Second, in light of these missions, I feel that CIG’s been on the back-foot when it comes to showcasing exactly what they’re capable of. Pretty much everything up until the past year or year and a half has been them pumping out ships, armor, and planetary or orbital locations when they weren’t trying to add new gameplay systems or band-aid existing ones. The Onyx facilities are what I’d consider to be the first content that goes beyond just “more of the same”, showcasing locations, atmosphere, and some additional features inherent therein. The teams who designed and implemented these locations did a phenomenal job and I mentioned to @CakedCrusader that this is probably the kind of thing we should expect in Squadron 42 when we’re not flying around in space, so it’s increased my hype meter for that game exponentially while also giving me hope for what Star Citizen could provide once SQ42 is out the door.
Still Lagging Behind
There’s another mission or set of missions to embark on, the Project Hyperion phase. I’m not sure we’ll tackle this one right now, in part because in completing the previous phase, we unlocked the ability to return to the Onyx facilities under the pretense of “keeping an eye on things”. We can essentially do all of the sequential parts of the original mission set again, but in any order, and we plan on doing so as an excuse, when we’ll really be going back in to loot all of the specialty items we didn’t focus on picking up the first time around.
I also want to give the community a chance to get Project Hyperion out of their system. While CIG announced that they’d be bringing instancing in 2026 to allow for curated mission content that can be enjoyed without the kind of PvP interference they so badly want to occur, having had the Onyx facilities to ourselves made Star Citizen feel like a completely different game. We were able to concentrate on what we needed to do, and felt that we could have technically taken as long as we needed to do it as we hadn’t been influenced by the presence of other players.

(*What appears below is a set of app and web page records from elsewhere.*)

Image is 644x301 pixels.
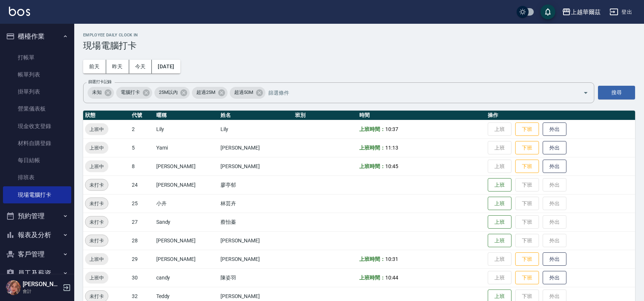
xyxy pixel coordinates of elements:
b: 上班時間： [359,126,386,132]
td: 29 [130,250,154,268]
td: 8 [130,157,154,176]
td: [PERSON_NAME] [154,176,219,194]
td: [PERSON_NAME] [219,231,293,250]
td: 陳姿羽 [219,268,293,287]
td: 小卉 [154,194,219,212]
button: 外出 [543,141,566,155]
button: 上班 [488,215,511,229]
button: 員工及薪資 [3,263,71,282]
button: 報表及分析 [3,225,71,245]
button: [DATE] [152,60,180,73]
button: 今天 [129,60,152,73]
span: 未打卡 [85,181,108,189]
span: 10:44 [386,275,398,280]
input: 篩選條件 [267,86,570,99]
td: Yami [154,138,219,157]
td: [PERSON_NAME] [154,157,219,176]
button: 櫃檯作業 [3,27,71,46]
th: 狀態 [83,111,130,120]
a: 現場電腦打卡 [3,186,71,203]
span: 未知 [88,89,106,96]
b: 上班時間： [359,256,386,262]
button: 外出 [543,123,566,136]
td: candy [154,268,219,287]
button: 下班 [515,252,539,266]
img: Person [6,280,21,295]
span: 上班中 [85,255,108,263]
a: 材料自購登錄 [3,135,71,152]
td: 28 [130,231,154,250]
button: 上班 [488,234,511,247]
td: 30 [130,268,154,287]
h2: Employee Daily Clock In [83,33,635,37]
span: 上班中 [85,144,108,152]
h5: [PERSON_NAME] [22,280,60,288]
button: 上越華爾茲 [559,4,603,20]
td: [PERSON_NAME] [219,157,293,176]
span: 10:31 [386,256,398,262]
td: [PERSON_NAME] [219,138,293,157]
a: 打帳單 [3,49,71,66]
span: 11:13 [386,144,398,150]
td: 27 [130,212,154,231]
span: 10:45 [386,163,398,169]
th: 時間 [358,111,486,120]
th: 班別 [293,111,358,120]
span: 未打卡 [85,200,108,207]
th: 操作 [486,111,635,120]
button: 預約管理 [3,206,71,225]
button: 客戶管理 [3,245,71,264]
button: 外出 [543,271,566,285]
button: 下班 [515,159,539,173]
button: Open [580,87,591,99]
a: 帳單列表 [3,66,71,83]
div: 電腦打卡 [116,87,152,99]
span: 上班中 [85,274,108,281]
th: 姓名 [219,111,293,120]
span: 25M以內 [154,89,182,96]
button: 登出 [606,5,635,19]
p: 會計 [22,288,60,294]
span: 上班中 [85,163,108,170]
th: 暱稱 [154,111,219,120]
td: [PERSON_NAME] [219,250,293,268]
div: 25M以內 [154,87,190,99]
span: 電腦打卡 [116,89,145,96]
button: save [540,4,555,19]
a: 排班表 [3,169,71,186]
button: 搜尋 [598,86,635,100]
span: 上班中 [85,125,108,133]
h3: 現場電腦打卡 [83,40,635,51]
td: 廖亭郁 [219,176,293,194]
td: Lily [219,120,293,138]
b: 上班時間： [359,163,386,169]
td: 5 [130,138,154,157]
button: 下班 [515,123,539,136]
div: 超過25M [192,87,227,99]
span: 未打卡 [85,218,108,226]
button: 上班 [488,178,511,192]
td: [PERSON_NAME] [154,231,219,250]
label: 篩選打卡記錄 [88,79,112,85]
td: Sandy [154,212,219,231]
td: 林芸卉 [219,194,293,212]
span: 未打卡 [85,292,108,300]
button: 上班 [488,196,511,210]
a: 營業儀表板 [3,100,71,117]
button: 昨天 [106,60,129,73]
button: 下班 [515,271,539,285]
img: Logo [9,7,30,16]
span: 超過25M [192,89,220,96]
td: 蔡怡蓁 [219,212,293,231]
span: 10:37 [386,126,398,132]
button: 下班 [515,141,539,155]
button: 外出 [543,159,566,173]
b: 上班時間： [359,144,386,150]
div: 上越華爾茲 [571,8,601,16]
span: 超過50M [230,89,257,96]
div: 未知 [88,87,114,99]
button: 外出 [543,252,566,266]
button: 前天 [83,60,106,73]
td: 25 [130,194,154,212]
a: 掛單列表 [3,83,71,100]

The good news is that Nyx is set to arrive next month, which should cause a massive shift in where the players are located. I suspect that because Nyx has been labeled “not too hot and not too cold” that a good number of Stantontites might choose Levski as their new home, as will a good number of Pyroites. While I don’t think this will push me any more into Pyro than I am now (read: not at all), I am hoping that eyes will drift away from what will then become “older content” in Stanton, allowing me to enjoy it in my own way.